It’s been said movie theaters are the cathedrals of our modern age, gathering places of secular worship where absolute strangers gather and are united by a communal daydream as huge and menacing and hopeful as the infinite cosmos itself. The Silver Screen as Universal Pulpit? Certainly, there is no more absolute and understandable and compelling language than that of cinema. It incorporates all aspects of received art, from the dramatic and the visual to the musical and poetic.
Movies present ever-new mythologies that flicker across the scrim of our imagination; they are beautiful, vulgar, moral, nihilistic, democratic, fascistic, corrupting, mesmerizing, magical, everything. Film transmits culture. And, whether Plato’s deceiving cave or Augustine’s City of God, the neighborhood cineplex is where most of us go both to escape the silent desperations and ticky-tack trials of everyday life as well as to break the bonds of ordinary reality and fly into the souped-up hyper-reality of the greatest story ever told. Or so we hope every time we fork over our hard-earned cash.
Folks in the Northwest are particularly devout about cinema and, excepting Los Angeles and perhaps New York, I can think of no city that takes its filmic faith quite so seriously as Seattle. We (to be royally inclusive here) see more movies per capita than any other city in the country; our own film industry is also growing by leaps and bounds. However, nothing attests more powerfully to Seattle’s love of movies than the global phenomenon of the Seattle International Film Festival (SIFF), which kicks off this Thursday.
SIFF is the largest film festival in the nation, featuring over 200 movies from around the world and attended by about 150,000 film-goers. Called “a living, breathing part of the city” by festival director Joe McDonald, SIFF — now in its 28th year — has gained steadily in stature over the years, and is now considered one of the top festivals in North America.
This year’s festival has been slimmed down, McDonald says, making it more manageable, though for whom remains to be seen. You can still expect outrageously long lines at any of the more ballyhooed screenings, terrible parking opportunities, some genuinely crappy movies pawned off as alternative masterpieces, lots of annoyingly pretentious pretend cineastes with requisite goatees, John Lennon glasses and leather overcoats, plus the generally high cost of just about everything in Seattle, including ticket prices.
That aside, SIFF is a movie buff’s dream, not to mention a gem of a world event right in our own backyard. I’m especially excited about the archival presentation “Days of Heaven: American Cinema in the ‘70s,” which will feature such classics as “Chinatown,” “Five Easy Pieces,” “Mean Streets” and the best Altman movie you’ve never seen, “McCabe & Mrs. Miller,” a gothic Western starring Warren Beatty and Julie Christie and gorgeously filmed in the forests of the Great Northwest.
For a full schedule and all other information, call (206) 324-9997 or go to the SIFF Web site at www.seattlefilm.com. Movies screen at a number of theaters around the city; the best place to purchase anything in advance (including single tickets) is at the festival’s main box office at Pacific Place Mall; to charge tickets by phone, call (206) 324-9996. Regular ticket prices are $8; matinee and midnight screenings are $5.50; a Full-Series Filmmakers Forum Pass will run you $125.
Other stuff going on this week: On May 18 & 19, the Whidbey Island Center for the Arts in Langley celebrates its sixth anniversary with a Saturday concert at 7:30 (featuring Janie Cribbs) and readings by local playwrights at noon and 5 p.m. on Sunday. Call (360) 221-8268.
Paris Otis Productions presents an all-ages Emo rock show this Friday at 8 p.m., at Oak Harbor Sports Arena. Featured bands include Cat’s with Hands, Roundabout and local legends Shiver.
The 2nd Biennial Skagit River Poetry Festival opens its 3-day poetry fest this Thursday, May 16 in LaConnor. It will include nationally-known bards and 25 regional poets. Call 1-800-804-8406 or go to www.skagitriverpoetry.org.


■ Aim of the task
The records follow. Retype them without a single change.

(Excerpts from a dataset)
++++++++++++++++++++
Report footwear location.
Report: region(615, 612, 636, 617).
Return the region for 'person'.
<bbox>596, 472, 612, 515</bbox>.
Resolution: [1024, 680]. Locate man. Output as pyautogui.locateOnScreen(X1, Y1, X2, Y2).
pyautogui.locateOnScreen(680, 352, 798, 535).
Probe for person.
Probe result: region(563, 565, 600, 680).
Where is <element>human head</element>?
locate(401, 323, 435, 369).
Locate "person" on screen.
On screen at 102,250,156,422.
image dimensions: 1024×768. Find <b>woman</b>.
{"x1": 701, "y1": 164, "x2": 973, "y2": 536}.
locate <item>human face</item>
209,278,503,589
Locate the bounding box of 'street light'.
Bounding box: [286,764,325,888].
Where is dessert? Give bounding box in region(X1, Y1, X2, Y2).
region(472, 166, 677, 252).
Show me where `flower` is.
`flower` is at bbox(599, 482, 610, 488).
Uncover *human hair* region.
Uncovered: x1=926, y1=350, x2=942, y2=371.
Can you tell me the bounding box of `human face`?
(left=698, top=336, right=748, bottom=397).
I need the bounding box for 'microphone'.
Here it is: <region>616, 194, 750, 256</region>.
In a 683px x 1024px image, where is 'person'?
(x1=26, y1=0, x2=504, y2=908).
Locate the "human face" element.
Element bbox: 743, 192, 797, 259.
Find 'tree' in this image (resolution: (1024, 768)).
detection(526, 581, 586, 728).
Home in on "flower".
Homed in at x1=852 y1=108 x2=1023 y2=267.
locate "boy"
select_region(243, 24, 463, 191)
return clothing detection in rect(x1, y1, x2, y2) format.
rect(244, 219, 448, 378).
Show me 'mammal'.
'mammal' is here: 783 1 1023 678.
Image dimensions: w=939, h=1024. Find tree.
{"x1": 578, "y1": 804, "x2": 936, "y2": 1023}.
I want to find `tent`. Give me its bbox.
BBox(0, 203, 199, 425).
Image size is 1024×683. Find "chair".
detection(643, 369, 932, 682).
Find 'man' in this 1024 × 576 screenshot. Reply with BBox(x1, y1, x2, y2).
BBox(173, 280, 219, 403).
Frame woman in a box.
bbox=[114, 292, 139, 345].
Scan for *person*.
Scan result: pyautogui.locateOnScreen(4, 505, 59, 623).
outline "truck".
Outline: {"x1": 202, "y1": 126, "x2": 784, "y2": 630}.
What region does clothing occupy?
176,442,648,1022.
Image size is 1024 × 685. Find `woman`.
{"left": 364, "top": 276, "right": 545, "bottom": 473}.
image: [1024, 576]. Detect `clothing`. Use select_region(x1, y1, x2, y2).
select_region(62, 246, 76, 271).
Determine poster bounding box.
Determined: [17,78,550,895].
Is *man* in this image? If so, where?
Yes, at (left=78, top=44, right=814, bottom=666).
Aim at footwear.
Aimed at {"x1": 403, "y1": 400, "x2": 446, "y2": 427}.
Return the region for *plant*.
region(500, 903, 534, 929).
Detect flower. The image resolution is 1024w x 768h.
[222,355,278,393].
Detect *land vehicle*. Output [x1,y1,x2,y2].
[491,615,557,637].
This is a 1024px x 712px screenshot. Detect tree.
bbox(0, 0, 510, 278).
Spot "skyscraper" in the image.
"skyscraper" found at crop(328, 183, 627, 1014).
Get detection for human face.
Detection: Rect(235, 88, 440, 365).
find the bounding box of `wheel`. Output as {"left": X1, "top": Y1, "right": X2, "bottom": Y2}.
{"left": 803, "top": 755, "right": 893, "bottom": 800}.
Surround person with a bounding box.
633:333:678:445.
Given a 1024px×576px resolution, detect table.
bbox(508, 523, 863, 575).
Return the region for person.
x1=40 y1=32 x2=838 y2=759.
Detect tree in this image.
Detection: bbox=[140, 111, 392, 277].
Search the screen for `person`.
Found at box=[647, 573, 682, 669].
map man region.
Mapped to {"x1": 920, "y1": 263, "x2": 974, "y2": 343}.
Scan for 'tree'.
++++++++++++++++++++
■ Answer space
Report footwear location.
Report: region(615, 612, 636, 617).
Return the region for 'person'.
<bbox>596, 472, 612, 515</bbox>.
Resolution: [1024, 680]. Locate man. Output as pyautogui.locateOnScreen(X1, Y1, X2, Y2).
pyautogui.locateOnScreen(680, 352, 798, 535).
Probe for person.
Probe result: region(563, 565, 600, 680).
Where is <element>human head</element>?
locate(401, 323, 435, 369).
Locate "person" on screen.
On screen at 102,250,156,422.
image dimensions: 1024×768. Find <b>woman</b>.
{"x1": 701, "y1": 164, "x2": 973, "y2": 536}.
locate <item>human face</item>
209,278,503,589
Locate the bounding box of 'street light'.
Bounding box: [286,764,325,888].
Where is dessert? Give bounding box in region(X1, Y1, X2, Y2).
region(472, 166, 677, 252).
Show me where `flower` is.
`flower` is at bbox(599, 482, 610, 488).
Uncover *human hair* region.
Uncovered: x1=926, y1=350, x2=942, y2=371.
Can you tell me the bounding box of `human face`?
(left=698, top=336, right=748, bottom=397).
I need the bounding box for 'microphone'.
Here it is: <region>616, 194, 750, 256</region>.
In a 683px x 1024px image, where is 'person'?
(x1=26, y1=0, x2=504, y2=908).
Locate the "human face" element.
Element bbox: 743, 192, 797, 259.
Find 'tree' in this image (resolution: (1024, 768)).
detection(526, 581, 586, 728).
Home in on "flower".
Homed in at x1=852 y1=108 x2=1023 y2=267.
locate "boy"
select_region(243, 24, 463, 191)
return clothing detection in rect(x1, y1, x2, y2) format.
rect(244, 219, 448, 378).
Show me 'mammal'.
'mammal' is here: 783 1 1023 678.
Image dimensions: w=939, h=1024. Find tree.
{"x1": 578, "y1": 804, "x2": 936, "y2": 1023}.
I want to find `tent`. Give me its bbox.
BBox(0, 203, 199, 425).
Image size is 1024×683. Find "chair".
detection(643, 369, 932, 682).
Find 'man' in this 1024 × 576 screenshot. Reply with BBox(x1, y1, x2, y2).
BBox(173, 280, 219, 403).
Frame woman in a box.
bbox=[114, 292, 139, 345].
Scan for *person*.
Scan result: pyautogui.locateOnScreen(4, 505, 59, 623).
outline "truck".
Outline: {"x1": 202, "y1": 126, "x2": 784, "y2": 630}.
What region does clothing occupy?
176,442,648,1022.
Image size is 1024 × 685. Find `woman`.
{"left": 364, "top": 276, "right": 545, "bottom": 473}.
image: [1024, 576]. Detect `clothing`. Use select_region(x1, y1, x2, y2).
select_region(62, 246, 76, 271).
Determine poster bounding box.
Determined: [17,78,550,895].
Is *man* in this image? If so, where?
Yes, at (left=78, top=44, right=814, bottom=666).
Aim at footwear.
Aimed at {"x1": 403, "y1": 400, "x2": 446, "y2": 427}.
Return the region for *plant*.
region(500, 903, 534, 929).
Detect flower. The image resolution is 1024w x 768h.
[222,355,278,393].
Detect *land vehicle*. Output [x1,y1,x2,y2].
[491,615,557,637].
This is a 1024px x 712px screenshot. Detect tree.
bbox(0, 0, 510, 278).
Spot "skyscraper" in the image.
"skyscraper" found at crop(328, 183, 627, 1014).
Get detection for human face.
Detection: Rect(235, 88, 440, 365).
find the bounding box of `wheel`. Output as {"left": X1, "top": Y1, "right": X2, "bottom": Y2}.
{"left": 803, "top": 755, "right": 893, "bottom": 800}.
Surround person with a bounding box.
633:333:678:445.
Given a 1024px×576px resolution, detect table.
bbox(508, 523, 863, 575).
Return the region for person.
x1=40 y1=32 x2=838 y2=759.
Detect tree in this image.
Detection: bbox=[140, 111, 392, 277].
Search the screen for `person`.
Found at box=[647, 573, 682, 669].
map man region.
Mapped to {"x1": 920, "y1": 263, "x2": 974, "y2": 343}.
Scan for 'tree'.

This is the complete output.